Northwestern’s Shoked agreed that the original ruling wasn’t clear about exactly who was subject to the order.

Pritzker has taken the restraining order to only apply to the 168 school districts that are defendants in the case. But Republicans and other people who oppose masks have said it means the whole state is no longer under a mandate. Shoked said both sides have an argument.

“It’s not clear whether [the order] applies throughout the land or just in a specific court,” he said.

Beyond that, Shoked said neither the governor nor the plaintiffs are making “ludicrous” arguments in the appeal.

“Those grand terms of our political debates about freedom versus government, that’s really not been [Grischow’s] position,” Shoked said.

Rather, he said, Grischow’s justification in assigning the restraining order is grounded in her reading of the Illinois Department of Public Health Act and other statutes.

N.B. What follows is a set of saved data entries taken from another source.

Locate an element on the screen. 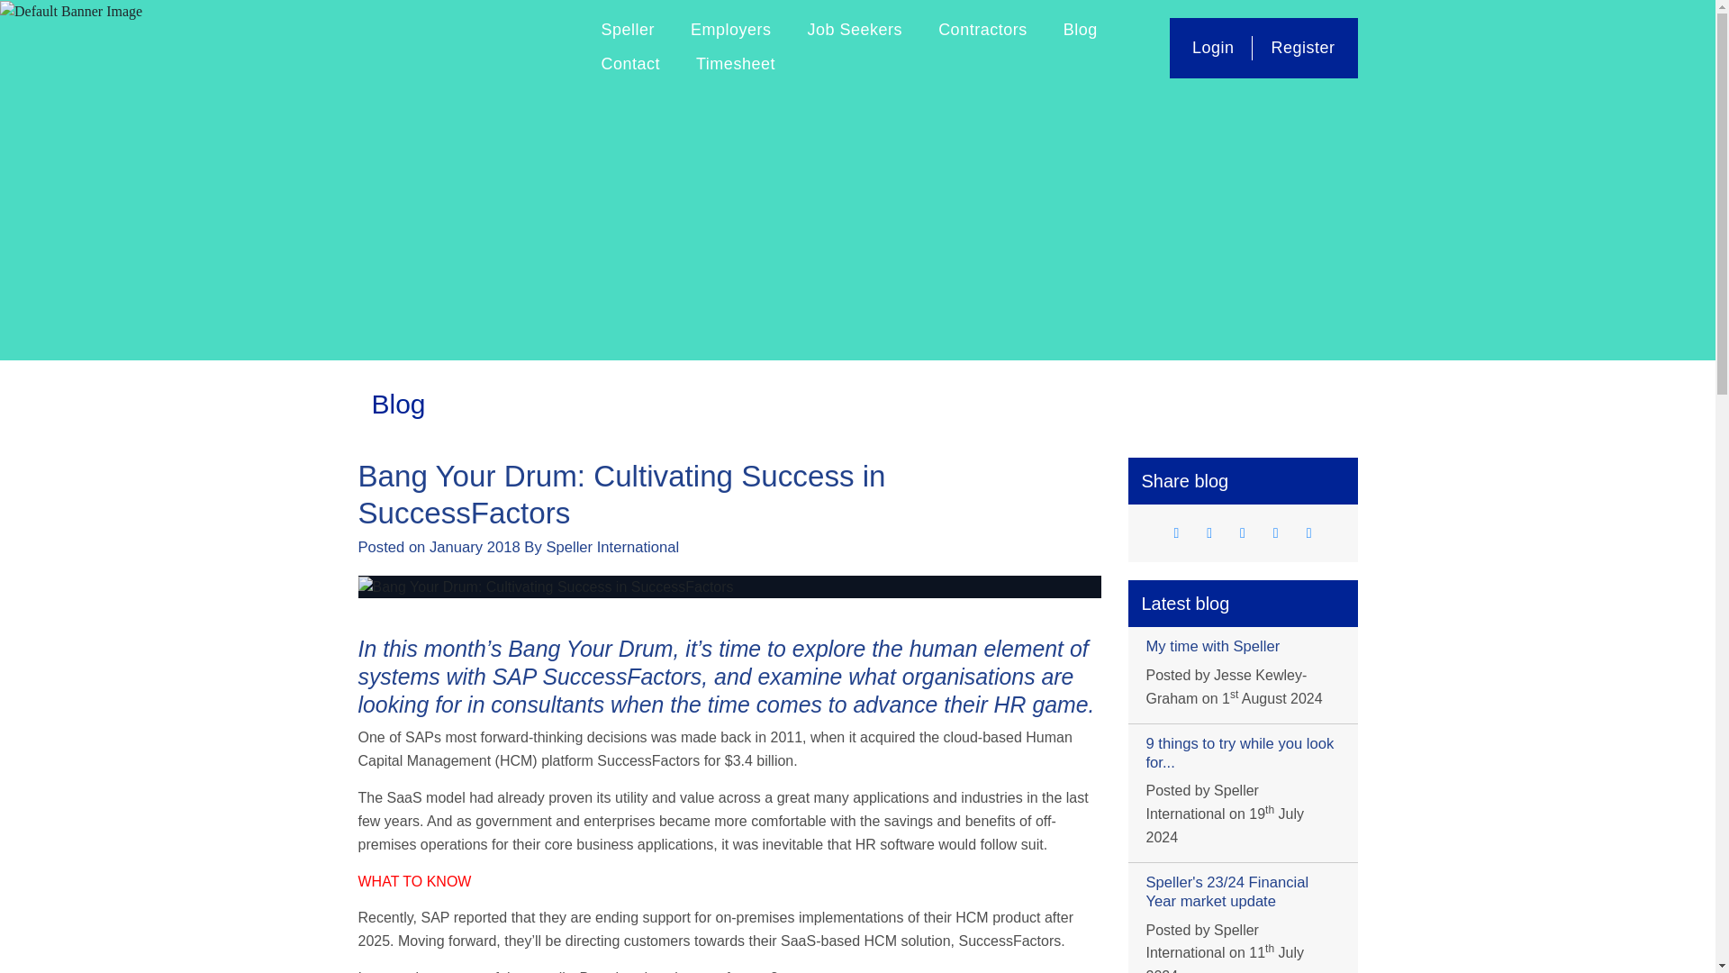 The width and height of the screenshot is (1729, 973). Register is located at coordinates (1302, 47).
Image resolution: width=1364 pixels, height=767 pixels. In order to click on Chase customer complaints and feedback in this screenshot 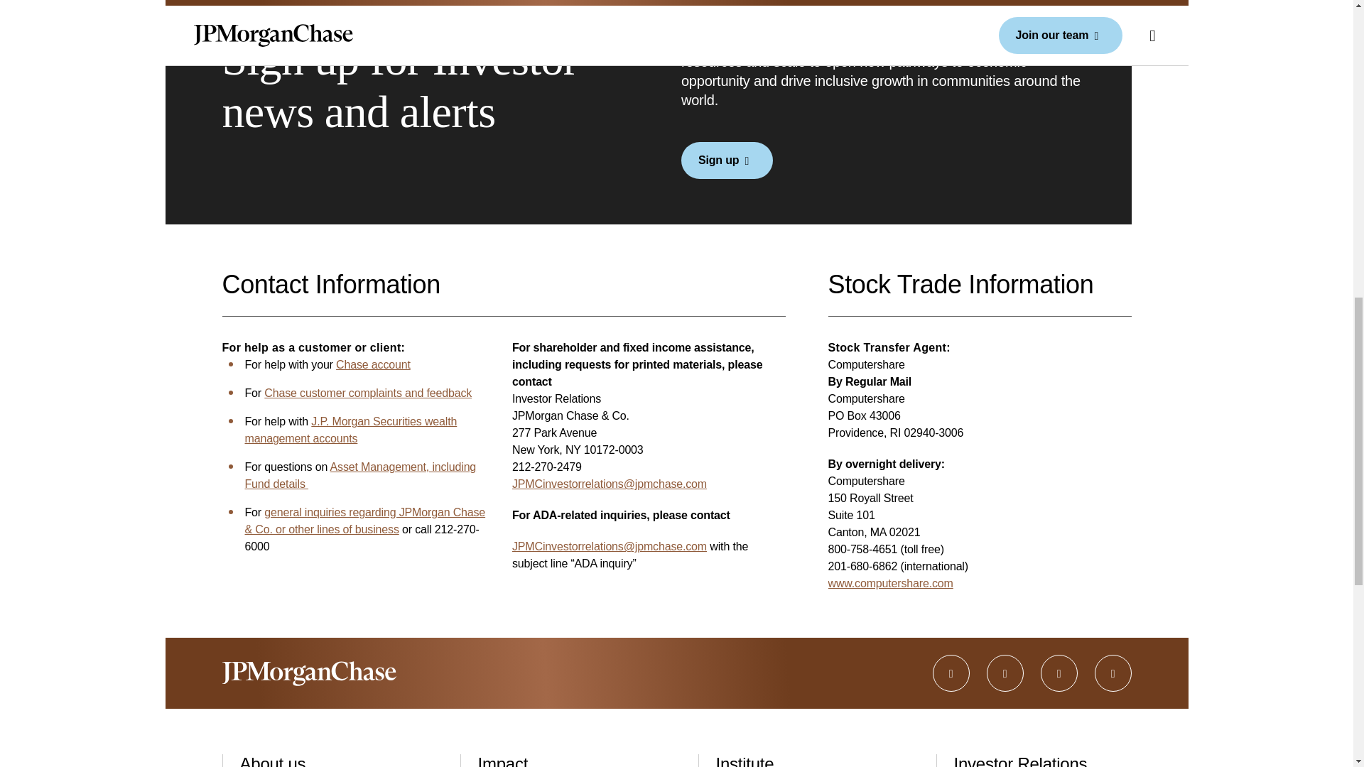, I will do `click(368, 393)`.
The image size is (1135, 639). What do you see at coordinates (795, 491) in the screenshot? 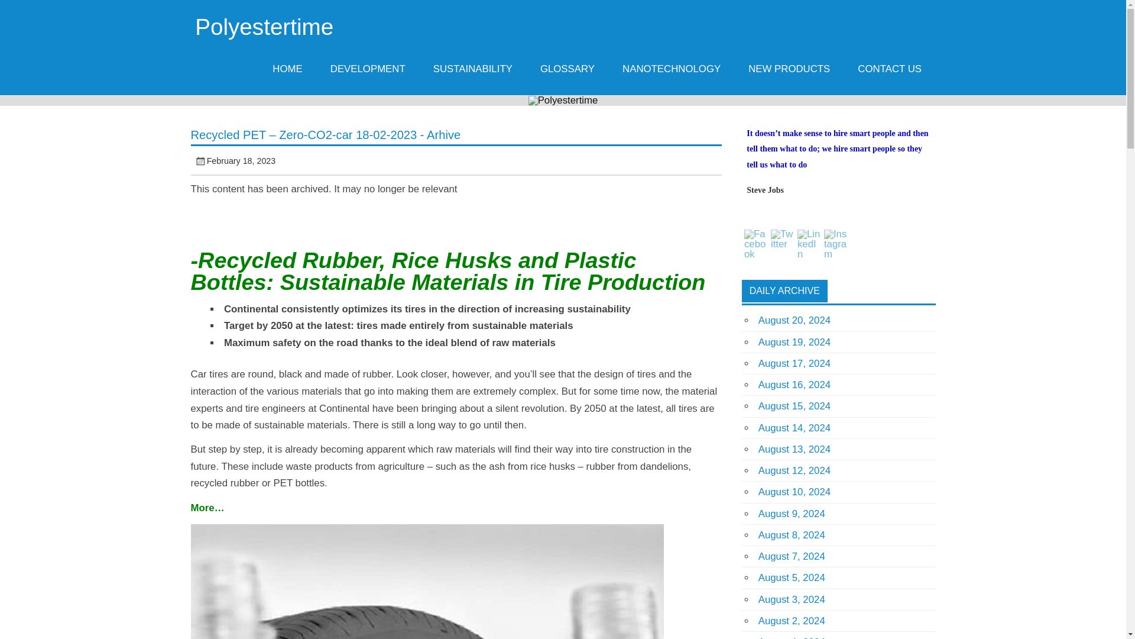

Specifically, Grischow argued that Pritzker’s executive orders overstepped his authority and the IDPH did not delegate its authority correctly because it authorized school districts, not local health departments, to enforce masking, testing and vaccination rules.

The attorney general called the opinion a misreading of the law and said the governor said the restraining order is sowing confusion and discord in schools.

But Shoked also said he’s more inclined to agree with Pritzker’s interpretation of the situation.

Grischow argued the pandemic has gone on long enough for the legislature to enact rules to contain it. Shoked said he could understand the governor’s argument that the evolving pandemic necessitated the series of executive orders that have defined Illinois’ response to the virus.

“Yes, it’s true that we’ve had a pandemic for two years now,” he said. “But it’s also true that our knowledge about it, and about what are the next mitigation measures, keeps changing.”

Anna Savchenko contributed reporting to this story.